Home » Gold and Silver Bleed 23% and 44% Despite US-Iran War and Rising CPI

Gold and Silver Bleed 23% and 44% Despite US-Iran War and Rising CPI

by Liam Greene


Key Takeaways

How Far Prices Have Fallen

Gold peaked at $5,608 per ounce in late January 2026 before reversing sharply. By June 5, it had fallen approximately 23% from that record. Silver’s correction has been steeper, dropping roughly 44% from its high above $121 to around $67.30. Spot data on June 5 showed gold bid at $4,328 with a daily loss of 3.27%. Silver bid at $67.72, off 8.19% on the session.

Image source: Precious Metals prices via kitco.com/price/precious-metals

Platinum and palladium joined the rout. Platinum fell 6.23% to a $1,775 bid. Palladium dropped 6.87% to $1,207.

Why Classic Safe-Haven Logic Is Breaking Down

The U.S.-Iran conflict disrupted Strait of Hormuz shipping lanes, pushed oil above $100 per barrel at its peak, and helped lift US CPI to 3.8% year-over-year in April 2026. Under standard conditions, that combination would generate sustained buying pressure in gold.

Instead, traders moved the other way. The same inflation data that should boost gold has reinforced the case for a hawkish Federal Reserve. Higher expected rates raise the opportunity cost of holding a non-yielding asset. Real yields climbed. The US dollar held firm on rate differential support, making dollar-denominated gold more expensive for foreign buyers.

“The assets the entire world buys to protect against war and inflation just did the exact opposite of what they were supposed to do,” the X account Bull Theory wrote on Sunday morning. “ Gold hit an all-time high of $5,600 on January 29, up 31% in just 29 days, adding $9 trillion to its market cap. Silver hit $121 the same month, up 68% in 29 days, adding $3.5 trillion to its market cap. Every safe haven buyer was positioned perfectly.”

Bull Theory added:

“Then the U.S.-Iran war escalated in February, the Strait of Hormuz closed, oil hit $93, and inflation climbed to 3.8%. These are exactly the conditions gold and silver are supposed to thrive in. Instead, gold has now crashed 23% from its peak, wiping out $8 trillion in market value. Silver crashed 44%, wiping out $3.5 trillion. Both are now negative for 2026.”

Warsh Fed and the May Jobs Report

Kevin Warsh was sworn in as Fed Chair on May 22. His arrival followed a May jobs report showing 172,000 nonfarm payrolls against an 85,000 consensus estimate. That number, combined with upward revisions, shifted federal funds futures toward a higher terminal rate and raised the probability of a December rate hike.

The result: metals traders who entered 2026 positioned for rate cuts have spent five months unwinding those bets.

Central Banks Buy, Western Investors Sell

The structural bull case for gold remains intact in the background. Central banks, led by Poland, China, and Uzbekistan, continued net purchases through Q1 2026. China resumed buying in April, adding approximately 19 tonnes. Physical silver markets remain tight due to solar panel and electronics demand.

That structural demand has not been enough to offset Western investor outflows and speculative deleveraging. The January rally attracted heavy positioning. When the rate-cut narrative faded, leverage unwinds and technical breaks followed.

What Traders Are Watching Next

The Federal Open Market Committee (FOMC) meets June 16 and 17 in Warsh’s first meeting as Chair. A hold is widely expected. The dot plot, Summary of Economic Projections, and Warsh’s press conference tone will be the key variables to watch closely. A hawkish signal extends the correction. Any de-escalation on the Iran front or softer jobs data could produce a relief move in the opposite direction.

JPMorgan and others have maintained longer-term price targets in the $5,000 to $6,000 range. Near-term forecasts have been revised lower given the rate environment. Similar to bitcoin advocates, metal-focused proponents have long noted that the core drivers from 2025, including policy uncertainty, dollar trajectory, geopolitics, and equity valuations, remain structurally in place despite the pullback.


# [What you have to do]
Return every line of the entries that includes the word "dashed".

*** Opening of Given data ***

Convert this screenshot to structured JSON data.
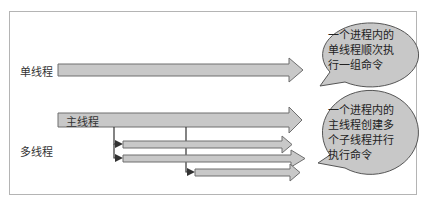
{
  "diagram": {
    "colors": {
      "frame": "#b4b4b4",
      "arrow_fill": "#c8c8c8",
      "arrow_stroke": "#6e6e6e",
      "bubble_fill": "#c8c8c8",
      "bubble_stroke": "#555555",
      "connector": "#333333"
    },
    "single_thread": {
      "row_label": "单线程",
      "bubble_lines": [
        "一个进程内的",
        "单线程顺次执",
        "行一组命令"
      ]
    },
    "multi_thread": {
      "row_label": "多线程",
      "main_arrow_label": "主线程",
      "child_arrow_count": 3,
      "bubble_lines": [
        "一个进程内的",
        "主线程创建多",
        "个子线程并行",
        "执行命令"
      ]
    }
  }
}
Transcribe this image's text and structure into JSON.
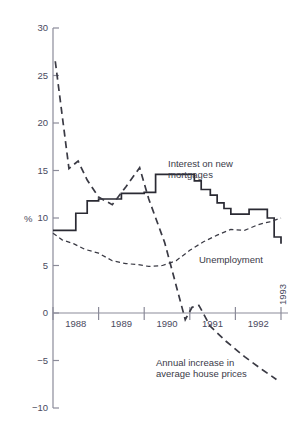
{
  "chart_data": {
    "type": "line",
    "title": "",
    "xlabel": "",
    "ylabel": "%",
    "ylim": [
      -10,
      30
    ],
    "xlim": [
      1988,
      1993
    ],
    "grid": false,
    "legend": "inline-annotations",
    "y_ticks": [
      "30",
      "25",
      "20",
      "15",
      "10",
      "5",
      "0",
      "-5",
      "-10"
    ],
    "y_tick_values": [
      30,
      25,
      20,
      15,
      10,
      5,
      0,
      -5,
      -10
    ],
    "x_ticks": [
      "1988",
      "1989",
      "1990",
      "1991",
      "1992",
      "1993"
    ],
    "x_tick_values": [
      1988,
      1989,
      1990,
      1991,
      1992,
      1993
    ],
    "series": [
      {
        "name": "Interest on new mortgages",
        "style": "solid-step",
        "label_x": 1990.9,
        "label_y": 16.5,
        "x": [
          1988.0,
          1988.25,
          1988.5,
          1988.75,
          1989.0,
          1989.5,
          1989.75,
          1990.0,
          1990.25,
          1990.9,
          1991.1,
          1991.25,
          1991.45,
          1991.6,
          1991.75,
          1991.9,
          1992.1,
          1992.3,
          1992.5,
          1992.7,
          1992.85,
          1993.0
        ],
        "values": [
          8.7,
          8.7,
          10.5,
          11.8,
          12.0,
          12.6,
          12.6,
          12.7,
          14.6,
          14.6,
          13.9,
          13.0,
          12.4,
          11.6,
          11.0,
          10.4,
          10.4,
          10.9,
          10.9,
          10.0,
          8.0,
          7.3
        ]
      },
      {
        "name": "Unemployment",
        "style": "fine-dashed",
        "label_x": 1991.45,
        "label_y": 6.3,
        "x": [
          1988.0,
          1988.2,
          1988.45,
          1988.7,
          1989.0,
          1989.3,
          1989.6,
          1989.85,
          1990.1,
          1990.4,
          1990.7,
          1991.0,
          1991.3,
          1991.6,
          1991.9,
          1992.2,
          1992.5,
          1992.75,
          1993.0
        ],
        "values": [
          8.4,
          7.7,
          7.3,
          6.7,
          6.3,
          5.5,
          5.2,
          5.1,
          4.9,
          5.0,
          5.5,
          6.6,
          7.5,
          8.2,
          8.8,
          8.7,
          9.3,
          9.6,
          10.0
        ]
      },
      {
        "name": "Annual increase in average house prices",
        "style": "bold-dashed",
        "label_x": 1990.55,
        "label_y": -4.6,
        "x": [
          1988.05,
          1988.35,
          1988.55,
          1988.75,
          1989.0,
          1989.3,
          1989.6,
          1989.9,
          1990.1,
          1990.45,
          1990.75,
          1990.9,
          1991.05,
          1991.2,
          1991.45,
          1991.8,
          1992.2,
          1992.6,
          1992.9
        ],
        "values": [
          26.5,
          15.2,
          16.0,
          14.0,
          12.2,
          11.4,
          13.3,
          15.3,
          12.0,
          7.4,
          2.0,
          -0.7,
          0.6,
          0.8,
          -1.4,
          -3.0,
          -4.6,
          -6.0,
          -7.0
        ]
      }
    ],
    "annotations": [
      {
        "text_line1": "Interest on new",
        "text_line2": "mortgages"
      },
      {
        "text_line1": "Unemployment",
        "text_line2": ""
      },
      {
        "text_line1": "Annual increase in",
        "text_line2": "average house prices"
      }
    ]
  },
  "labels": {
    "y_axis_unit": "%",
    "y": {
      "t30": "30",
      "t25": "25",
      "t20": "20",
      "t15": "15",
      "t10": "10",
      "t5": "5",
      "t0": "0",
      "tm5": "-5",
      "tm10": "-10"
    },
    "x": {
      "y1988": "1988",
      "y1989": "1989",
      "y1990": "1990",
      "y1991": "1991",
      "y1992": "1992",
      "y1993": "1993"
    },
    "series_interest_l1": "Interest on new",
    "series_interest_l2": "mortgages",
    "series_unemployment": "Unemployment",
    "series_house_l1": "Annual increase in",
    "series_house_l2": "average house prices"
  },
  "colors": {
    "axis": "#8b8b99",
    "tick_text": "#4a4a5e",
    "series_interest": "#2a2a33",
    "series_unemployment": "#3a3a44",
    "series_house": "#3a3a44",
    "background": "#ffffff"
  }
}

*** Close of Given data ***

# [Output below]
        "style": "fine-dashed",
        "style": "bold-dashed",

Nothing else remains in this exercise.